How should fiction respond to current events?
In a way, it’s reassuring to know that, amidst the pandemic-induced tumult that has engulfed the world, The Archers – that famous Radio 4 institution – remains a coronavirus-free zone. Life in the fictional community of Ambridge continues miraculously as it ever has done, sans the lockdown and self-isolation measures witnessed by the rest of us.
For now, at least. Enough episodes have been recorded that the long-running radio soap will keep going in its current format until the end of this month, with (presumably) no references to the dreaded c-word being made during that time.
From May, however, all that will change. The BBC’s recent announcement reveals that coronavirus will indeed begin to feature, “in a way that the programme’s many loyal listeners might expect”, and that the format will be different, too, with individual cast members recording their parts from home studios.
But with fiction in this case taking so long to catch up with reality, there are some important questions worth raising about the relationship between the two. To what extent do we expect fiction to reflect the real world that we see around us? How important is it that fiction – whether in the form of radio drama, film and television, or novels – keeps up with rapidly developing current events?
We are, of course, primed to accept a certain level of artificiality in our fictions. We know that there is no Ambridge, no Felpersham, no Borsetshire. We know that these places – and their associated characters – exist in a setting which is not actually rural Britain but a simulacrum, an amalgam of rural Britain, and not even that but rather than insulated pocket within that imagined world.
We take these things as given. We readily accept that The Archers represents an alternate or parallel reality, a pretence, an illusion. And yet, as series editor Jeremy Howe says, one of the programme’s aims to offer “a picture of the way we live now in rural England”. That is to say, if it doesn’t bear at least some relation to the texture of real life – if it does not feel authentic – then it will not satisfy its listeners.
The BBC’s press release reminds us that topical events such as England’s progress during the World Cup have often been added to scripts, not only keeping the programme up-to-date but also sustaining the sense of authenticity required in order to render this fictional world believable.
But where does one draw the line? How much of the real world should be permitted to intrude upon the lives of these characters? Which real-world events are important enough that they must be included, and which can be disregarded? More widely, we might well ask: what do we want to see from the fiction that we consume – both during the current crisis and otherwise? Is its role to represent and respond to reality, or to offer a diversion from it?
“For nearly 70 years Ambridge has been a haven for our audience, and so it continues to be,” Howe says. “Whilst Coronavirus might be coming to Borsetshire, listeners can still expect The Archers to be an escape [emphasis added].”
On how he intends to reconcile these two apparently divergent aims, however – to provide both “a picture of the way we live now” and “an escape” – he remains tight-lipped. It will be interesting to see what course the programme steers over the coming months.
The reason these questions have occupied my attention this week isn’t because I’m a devoted listener of The Archers (sorry, Ambridge fans) but because many of the same issues arise in my own work and research, albeit in relation to the past rather than the present.
What is it that gives a historical novel authenticity? How closely must a novel set in the past adhere to real events, cultures, social customs etc., in order for it to qualify as “historical” fiction? Would it be better if we considered all works set in the past to be essentially a form of counterfactual (“what if?”) narrative – imagined, possible versions of events that bear some resemblance to reality, without necessarily making any claim to represent it?
These are the sorts of questions I’ve been asking over the past two-and-a-half years during the course of my PhD at the University of Nottingham, and which I’ve been trying to answer while working on my latest novel and the thesis that accompanies it.
Whether we’re writing about the past or the present or the future, there will always be a natural tension between fiction and reality. That said, imagining how things could be different either now or in the future, or how they might have happened (or happened differently) in the past, is what fiction has always excelled at. Moreover, the power of these alternative realities to contextualise our present situation – and allow us to see it in a different light – should not be underestimated.
Would it be a problem if The Archers were to continue blithely on its own timeline – if it remained pandemic-free indefinitely? I wonder.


[What is required]: These records must be written out again exactly.

Figure collection entries
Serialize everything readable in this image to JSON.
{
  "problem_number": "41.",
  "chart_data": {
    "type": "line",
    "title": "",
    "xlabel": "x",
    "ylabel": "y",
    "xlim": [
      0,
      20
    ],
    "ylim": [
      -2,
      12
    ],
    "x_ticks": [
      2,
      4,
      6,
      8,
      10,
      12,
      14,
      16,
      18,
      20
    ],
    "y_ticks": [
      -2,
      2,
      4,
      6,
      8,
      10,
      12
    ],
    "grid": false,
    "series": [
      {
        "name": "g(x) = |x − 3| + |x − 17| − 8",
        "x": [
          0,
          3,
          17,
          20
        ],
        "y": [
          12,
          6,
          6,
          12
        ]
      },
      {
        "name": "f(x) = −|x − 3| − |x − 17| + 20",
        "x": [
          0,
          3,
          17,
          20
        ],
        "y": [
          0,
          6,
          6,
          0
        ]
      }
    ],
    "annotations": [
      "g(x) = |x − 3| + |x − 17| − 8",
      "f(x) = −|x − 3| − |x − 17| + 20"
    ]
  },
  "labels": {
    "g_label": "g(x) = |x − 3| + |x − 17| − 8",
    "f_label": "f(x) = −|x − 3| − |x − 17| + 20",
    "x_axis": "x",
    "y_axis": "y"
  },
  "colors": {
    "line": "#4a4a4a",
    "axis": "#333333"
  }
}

[Task output]:
Serialize everything readable in this image to JSON.
{
  "problem_number": "41.",
  "chart_data": {
    "type": "line",
    "title": "",
    "xlabel": "x",
    "ylabel": "y",
    "xlim": [
      0,
      20
    ],
    "ylim": [
      -2,
      12
    ],
    "x_ticks": [
      2,
      4,
      6,
      8,
      10,
      12,
      14,
      16,
      18,
      20
    ],
    "y_ticks": [
      -2,
      2,
      4,
      6,
      8,
      10,
      12
    ],
    "grid": false,
    "series": [
      {
        "name": "g(x) = |x − 3| + |x − 17| − 8",
        "x": [
          0,
          3,
          17,
          20
        ],
        "y": [
          12,
          6,
          6,
          12
        ]
      },
      {
        "name": "f(x) = −|x − 3| − |x − 17| + 20",
        "x": [
          0,
          3,
          17,
          20
        ],
        "y": [
          0,
          6,
          6,
          0
        ]
      }
    ],
    "annotations": [
      "g(x) = |x − 3| + |x − 17| − 8",
      "f(x) = −|x − 3| − |x − 17| + 20"
    ]
  },
  "labels": {
    "g_label": "g(x) = |x − 3| + |x − 17| − 8",
    "f_label": "f(x) = −|x − 3| − |x − 17| + 20",
    "x_axis": "x",
    "y_axis": "y"
  },
  "colors": {
    "line": "#4a4a4a",
    "axis": "#333333"
  }
}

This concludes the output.